I love JMP and use it all the time. But- there are so many packages for area under a curve that are superior to JMP. Mathematica is in my opinion the very best. A good cheap contender is the free cousin of MatLab, called FreeMat
http://freemat.sourceforge.net/
However, if all you want is to connect your data points with lines, then calculate the area underneath, and if your points are all 30 units apart from each other, then the answer is simple, because each area part is a trapezoid with a horizontal base, and all the bases are 30 wide. The area under each trapezoid is then the width (30) times the average height. For two points (x1,y1), (x2,y2) that average is (y1 + y2)/2 .
Let y1 be your first point, yn your last point. The area under your plot is then
[(y1+yn)/2 + (y2 + y3 + ... + yn-1) ]*30
The first and last points are included only once in the area calculations, thus they need to be halved. The others are in there twice, so you just sum them up.
Re Gompertz, any nonlinear fitting is dependent on starting values. JMP seems to do a great job with its default starting values, so give it a try. You might not get convergence according to the JMP stopping rule, so just choose to accept the current values if the parameters are stable (unchanging) enough. Or try resetting, and selecting the option of numeric derivatives. That sometimes will help. Good luck.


◆ Requirement
Below is a block of entries; repeat exactly the lines starting at the line that contains "is (1300, 622)." and ending at the line that contains "What do you see at coordinates (134, 229)", both included.

◆ Record set
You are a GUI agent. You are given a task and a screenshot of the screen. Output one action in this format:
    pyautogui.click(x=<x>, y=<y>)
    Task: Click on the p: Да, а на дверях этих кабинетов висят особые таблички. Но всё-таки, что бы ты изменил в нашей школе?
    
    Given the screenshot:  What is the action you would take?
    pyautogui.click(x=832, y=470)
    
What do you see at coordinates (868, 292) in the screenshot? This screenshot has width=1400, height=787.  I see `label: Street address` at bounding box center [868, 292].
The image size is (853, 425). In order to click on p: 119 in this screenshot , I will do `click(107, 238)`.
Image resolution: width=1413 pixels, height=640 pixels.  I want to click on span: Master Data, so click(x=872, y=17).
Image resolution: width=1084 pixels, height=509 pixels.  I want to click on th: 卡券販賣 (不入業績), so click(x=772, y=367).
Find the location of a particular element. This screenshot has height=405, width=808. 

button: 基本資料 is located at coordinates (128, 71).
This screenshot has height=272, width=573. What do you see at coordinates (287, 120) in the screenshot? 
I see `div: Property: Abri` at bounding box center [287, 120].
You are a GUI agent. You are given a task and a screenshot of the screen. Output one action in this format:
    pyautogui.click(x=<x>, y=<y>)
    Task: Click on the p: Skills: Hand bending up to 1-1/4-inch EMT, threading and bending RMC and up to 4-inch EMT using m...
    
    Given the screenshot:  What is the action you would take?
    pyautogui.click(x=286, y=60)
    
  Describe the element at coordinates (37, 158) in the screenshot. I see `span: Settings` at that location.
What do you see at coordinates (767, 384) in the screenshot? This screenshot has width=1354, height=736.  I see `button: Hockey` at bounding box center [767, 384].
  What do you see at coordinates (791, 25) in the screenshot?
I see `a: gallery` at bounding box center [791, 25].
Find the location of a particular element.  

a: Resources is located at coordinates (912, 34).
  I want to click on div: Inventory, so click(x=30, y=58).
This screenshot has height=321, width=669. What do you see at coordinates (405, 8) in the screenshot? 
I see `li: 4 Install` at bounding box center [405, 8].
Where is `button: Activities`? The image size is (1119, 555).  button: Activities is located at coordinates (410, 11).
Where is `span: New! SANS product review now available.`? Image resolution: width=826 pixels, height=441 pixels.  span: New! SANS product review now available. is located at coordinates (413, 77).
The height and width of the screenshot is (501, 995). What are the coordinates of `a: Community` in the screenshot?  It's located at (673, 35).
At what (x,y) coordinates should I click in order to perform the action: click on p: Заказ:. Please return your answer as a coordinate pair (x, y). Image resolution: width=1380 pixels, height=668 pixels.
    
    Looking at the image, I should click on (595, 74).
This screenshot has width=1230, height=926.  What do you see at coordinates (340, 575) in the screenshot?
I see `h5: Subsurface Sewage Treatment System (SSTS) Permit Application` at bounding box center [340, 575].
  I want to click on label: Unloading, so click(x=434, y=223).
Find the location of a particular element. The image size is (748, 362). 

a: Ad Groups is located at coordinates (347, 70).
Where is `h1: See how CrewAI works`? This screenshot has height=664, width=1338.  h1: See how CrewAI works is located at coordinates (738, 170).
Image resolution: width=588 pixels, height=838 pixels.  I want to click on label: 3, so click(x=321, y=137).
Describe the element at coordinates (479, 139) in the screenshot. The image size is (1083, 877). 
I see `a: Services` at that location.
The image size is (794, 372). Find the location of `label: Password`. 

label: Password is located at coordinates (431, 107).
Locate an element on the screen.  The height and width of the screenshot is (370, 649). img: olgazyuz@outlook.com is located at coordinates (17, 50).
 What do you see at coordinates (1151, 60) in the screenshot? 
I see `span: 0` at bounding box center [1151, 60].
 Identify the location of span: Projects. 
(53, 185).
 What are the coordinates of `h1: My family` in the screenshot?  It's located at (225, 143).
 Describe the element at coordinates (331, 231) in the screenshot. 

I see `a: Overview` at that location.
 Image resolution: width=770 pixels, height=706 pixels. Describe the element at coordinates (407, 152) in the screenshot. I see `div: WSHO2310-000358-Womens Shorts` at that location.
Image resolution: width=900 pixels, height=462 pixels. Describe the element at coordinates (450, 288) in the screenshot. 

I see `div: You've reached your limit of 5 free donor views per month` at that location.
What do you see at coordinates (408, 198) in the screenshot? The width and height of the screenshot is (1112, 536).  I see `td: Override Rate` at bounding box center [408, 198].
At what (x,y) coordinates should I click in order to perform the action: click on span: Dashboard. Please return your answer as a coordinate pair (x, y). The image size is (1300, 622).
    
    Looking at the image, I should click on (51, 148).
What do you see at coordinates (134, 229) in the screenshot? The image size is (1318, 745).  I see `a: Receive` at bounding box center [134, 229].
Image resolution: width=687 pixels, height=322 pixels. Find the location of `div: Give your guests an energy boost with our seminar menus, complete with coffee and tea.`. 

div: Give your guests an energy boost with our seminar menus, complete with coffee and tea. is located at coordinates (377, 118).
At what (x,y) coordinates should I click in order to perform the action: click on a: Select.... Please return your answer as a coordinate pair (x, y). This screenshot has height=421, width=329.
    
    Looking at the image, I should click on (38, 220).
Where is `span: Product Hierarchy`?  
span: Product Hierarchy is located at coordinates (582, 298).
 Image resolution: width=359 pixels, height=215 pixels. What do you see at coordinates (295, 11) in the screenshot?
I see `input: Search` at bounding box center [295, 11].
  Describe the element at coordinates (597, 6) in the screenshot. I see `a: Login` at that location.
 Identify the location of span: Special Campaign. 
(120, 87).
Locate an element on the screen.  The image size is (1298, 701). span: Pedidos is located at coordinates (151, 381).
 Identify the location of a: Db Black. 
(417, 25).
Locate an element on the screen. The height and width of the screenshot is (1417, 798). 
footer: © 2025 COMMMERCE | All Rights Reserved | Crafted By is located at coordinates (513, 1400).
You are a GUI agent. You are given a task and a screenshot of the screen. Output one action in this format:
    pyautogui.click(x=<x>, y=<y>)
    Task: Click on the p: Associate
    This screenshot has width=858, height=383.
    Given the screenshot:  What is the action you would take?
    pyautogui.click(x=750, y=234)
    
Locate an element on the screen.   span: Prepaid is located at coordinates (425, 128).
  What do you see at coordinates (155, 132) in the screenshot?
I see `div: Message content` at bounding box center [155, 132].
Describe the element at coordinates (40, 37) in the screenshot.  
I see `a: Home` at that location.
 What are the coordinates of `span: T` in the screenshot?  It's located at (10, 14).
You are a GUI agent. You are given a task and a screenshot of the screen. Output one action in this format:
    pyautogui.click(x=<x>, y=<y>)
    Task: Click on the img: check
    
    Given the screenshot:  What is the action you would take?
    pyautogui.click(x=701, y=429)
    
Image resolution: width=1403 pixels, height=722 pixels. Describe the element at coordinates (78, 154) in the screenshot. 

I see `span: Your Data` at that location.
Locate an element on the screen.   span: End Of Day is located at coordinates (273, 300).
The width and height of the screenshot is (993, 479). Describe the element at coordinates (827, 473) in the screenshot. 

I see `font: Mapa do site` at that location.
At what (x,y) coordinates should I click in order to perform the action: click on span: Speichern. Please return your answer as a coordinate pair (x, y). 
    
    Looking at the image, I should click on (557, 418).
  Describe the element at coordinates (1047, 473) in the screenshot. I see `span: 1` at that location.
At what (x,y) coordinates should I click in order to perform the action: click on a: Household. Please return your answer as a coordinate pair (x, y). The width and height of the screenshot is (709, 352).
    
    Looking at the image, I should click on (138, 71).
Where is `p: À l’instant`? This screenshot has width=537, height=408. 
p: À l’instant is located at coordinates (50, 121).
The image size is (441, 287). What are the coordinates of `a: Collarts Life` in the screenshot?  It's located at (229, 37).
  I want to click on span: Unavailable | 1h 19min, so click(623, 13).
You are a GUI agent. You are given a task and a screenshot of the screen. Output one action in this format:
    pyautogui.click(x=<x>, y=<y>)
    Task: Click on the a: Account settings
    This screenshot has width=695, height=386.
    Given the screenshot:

◆ Written answer
At what (x,y) coordinates should I click in order to perform the action: click on span: Dashboard. Please return your answer as a coordinate pair (x, y). The image size is (1300, 622).
    
    Looking at the image, I should click on (51, 148).
What do you see at coordinates (134, 229) in the screenshot? The image size is (1318, 745).  I see `a: Receive` at bounding box center [134, 229].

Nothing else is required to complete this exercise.